C and S Corporations for Estate Planners: IRC Section 303 Stock Redemptions After Death
Balancing double-tax rules with the liquidity needs of the estate
This is the fifth installment of C and S corporations for estate planners.
For the prior article in this series, click here.
For the first article in this series and a series index, click here.
Table of Contents
Intro
Previously, we left off with a discussion of the differing tax treatment of a redemption of C or S corporation stock. Generally, for both a C and S corporation, we must determine whether a redemption is granted sale or exchange treatment under IRC Section 302. If so, in most cases there is capital gain on each share redeemed. But, redemption requires application of the family attribution rules under IRC Section 318, which can prevent a redemption that complies in isolation with IRC Section 302(b) from complying after considering shares constructively owned by the redeemed shareholder from family members, estates, trusts, or other entities.
The outcome of failing IRC Section 302 is dividend treatment under IRC Section 301. This generally means ordinary income treatment on redemption proceeds from a C corporation (to the extent of current and accumulated earnings and profits), plus possible net investment income tax as we will later discuss, before being granted sale or exchange treatment. This is a big deal in estate planning when dealing with stepped-up basis stock at the death of a shareholder, because the stepped-up basis can become partially or fully taxable on redemption. And, as I will mention below with the pending Connelly decision, this could disproportionately affect situations involving corporate-owned life insurance.
For an S corporation, however, we aggregate basis across all S corporation shares in a noncomplying redemption to first give tax-free return of basis before creating sale or exchange treatment under IRC Section 1368. In an S corporation with an operating history as a C corporation, this tax-free redemption is limited to the lesser of such aggregated basis or the accumulated adjustments account (AAA) of the S corporation. Then, we have sale or exchange treatment if basis is less than the AAA. Then, once AAA is exhausted, C corporation E&P that accumulated before the S election is distributed – according dividend treatment as ordinary income – before we get back to sale or exchange treatment.
When we left off, however, I introduced one exception that could benefit estates or other shareholders with stepped-up basis stock – the IRC Section 303 redemption. Without further adieu, let’s dig in.
303 Redemptions in General
In broad terms, IRC Section 303 grants sale or exchange treatment on a redemption of stock that is included in a decedent’s gross estate for estate tax purposes. Due to the step-up in basis for such stock (by virtue of gross estate inclusion under IRC Section 1014(b)(9)), there should be no taxable gain so long as the redemption price does not exceed the federal estate tax value of the stock. The outcome is avoiding the family attribution rules, which could otherwise recharacterize such a redemption as a taxable dividend on the stepped-up basis under IRC Sections 301 and 302.
While this seems great in theory, there are several hoops we must jump through in order to achieve this tax treatment. Keep in mind that if any of these requirements are not met, however, we still have IRC Section 302 as a backup.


# REQUIRED ACTION
When the word "figure" shows up in a line of the data below, copy that whole line.
LISTED RECORDS START
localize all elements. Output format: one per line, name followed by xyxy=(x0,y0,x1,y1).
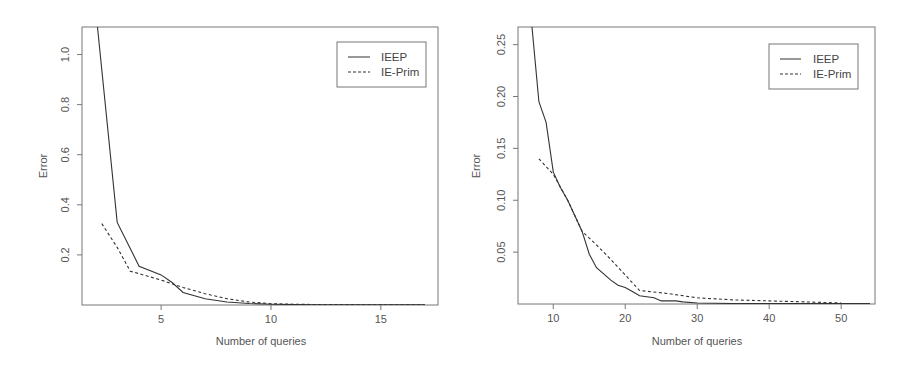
legend: IEEP IE-Prim xyxy=(337,42,426,87)
x-tick-label: 50 xyxy=(835,312,847,324)
y-tick-label: 0.4 xyxy=(59,197,71,212)
chart-left: 510150.20.40.60.81.0 Error Number of que… xyxy=(37,5,438,348)
x-tick-label: 20 xyxy=(619,312,631,324)
y-tick-label: 0.6 xyxy=(59,147,71,162)
series-ie-prim xyxy=(539,159,841,303)
series-ie-prim xyxy=(102,224,425,305)
y-axis-title: Error xyxy=(470,153,482,178)
figure-canvas: 510150.20.40.60.81.0 Error Number of que… xyxy=(0,0,911,368)
x-axis-title: Number of queries xyxy=(216,335,307,347)
legend-box xyxy=(769,44,858,89)
x-axis-title: Number of queries xyxy=(652,335,743,347)
y-tick-label: 0.25 xyxy=(495,34,507,55)
chart-right: 10203040500.050.100.150.200.25 Error Num… xyxy=(470,24,875,347)
legend: IEEP IE-Prim xyxy=(769,44,858,89)
x-tick-label: 10 xyxy=(265,313,277,325)
x-tick-label: 10 xyxy=(547,312,559,324)
legend-label-ieep: IEEP xyxy=(381,51,408,63)
x-tick-label: 30 xyxy=(691,312,703,324)
x-tick-label: 5 xyxy=(158,313,164,325)
y-tick-label: 0.8 xyxy=(59,97,71,112)
y-tick-label: 0.20 xyxy=(495,86,507,107)
x-tick-label: 40 xyxy=(763,312,775,324)
y-tick-label: 0.10 xyxy=(495,190,507,211)
x-tick-label: 15 xyxy=(375,313,387,325)
legend-box xyxy=(337,42,426,87)
legend-label-ie-prim: IE-Prim xyxy=(813,68,851,80)
y-tick-label: 0.05 xyxy=(495,241,507,262)
y-tick-label: 0.2 xyxy=(59,247,71,262)
legend-label-ie-prim: IE-Prim xyxy=(381,66,419,78)
y-tick-label: 0.15 xyxy=(495,138,507,159)
y-axis-title: Error xyxy=(37,153,49,178)
legend-label-ieep: IEEP xyxy=(813,53,840,65)
axis-ticks: 510150.20.40.60.81.0 xyxy=(59,47,387,325)
y-tick-label: 1.0 xyxy=(59,47,71,62)
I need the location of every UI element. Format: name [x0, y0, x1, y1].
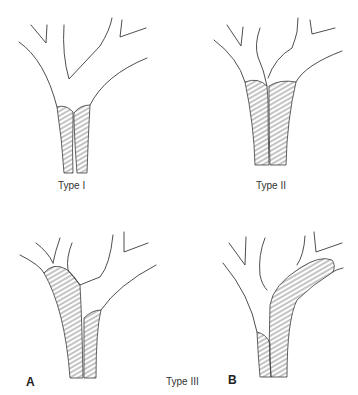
branch-middle-left: [256, 28, 267, 86]
branch-v-left: [31, 25, 47, 43]
hatched-left-branch: [44, 266, 83, 378]
hatched-right-branch: [74, 105, 90, 173]
vessel-wall-left: [19, 42, 57, 107]
hatched-left-branch: [245, 80, 269, 165]
type-2-label: Type II: [256, 180, 286, 191]
branch-right: [310, 20, 335, 34]
panel-type-2: [214, 18, 342, 165]
branch-middle-right: [268, 18, 298, 78]
panel-type-3b: [223, 232, 343, 377]
hatched-right-branch: [84, 310, 101, 378]
vessel-wall-right: [101, 265, 156, 310]
branch-right: [124, 232, 148, 252]
type-1-label: Type I: [58, 180, 85, 191]
vessel-wall-right: [333, 268, 343, 272]
branch-v-left-b: [53, 238, 60, 263]
type-3-label: Type III: [166, 376, 199, 387]
branch-middle: [260, 238, 267, 290]
panel-type-1: [19, 18, 147, 173]
branch-middle: [64, 18, 112, 79]
branch-middle: [68, 235, 114, 285]
branch-upper: [297, 236, 305, 265]
vessel-wall-left: [214, 40, 245, 82]
hatched-right-branch-large: [269, 259, 334, 377]
vessel-wall-right: [90, 58, 147, 105]
hatched-right-branch: [269, 81, 296, 165]
panel-letter-b: B: [228, 373, 237, 387]
branch-v-left-a: [36, 243, 53, 263]
vessel-wall-left: [223, 263, 257, 332]
vessel-wall-right: [296, 51, 342, 82]
vessel-wall-left: [20, 255, 44, 273]
branch-right: [314, 232, 342, 252]
branch-right: [120, 20, 146, 37]
panel-letter-a: A: [26, 375, 35, 389]
branch-v-left: [229, 237, 246, 265]
hatched-left-branch: [57, 106, 73, 173]
branch-v-left: [227, 25, 243, 46]
panel-type-3a: [20, 232, 156, 378]
classification-figure: Type I Type II Type III A B: [0, 0, 358, 395]
diagram-canvas: [0, 0, 358, 395]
LISTED RECORDS END
# OUTPUT OF THE EXERCISE
figure-canvas: 510150.20.40.60.81.0 Error Number of que… xyxy=(0,0,911,368)
classification-figure: Type I Type II Type III A B: [0, 0, 358, 395]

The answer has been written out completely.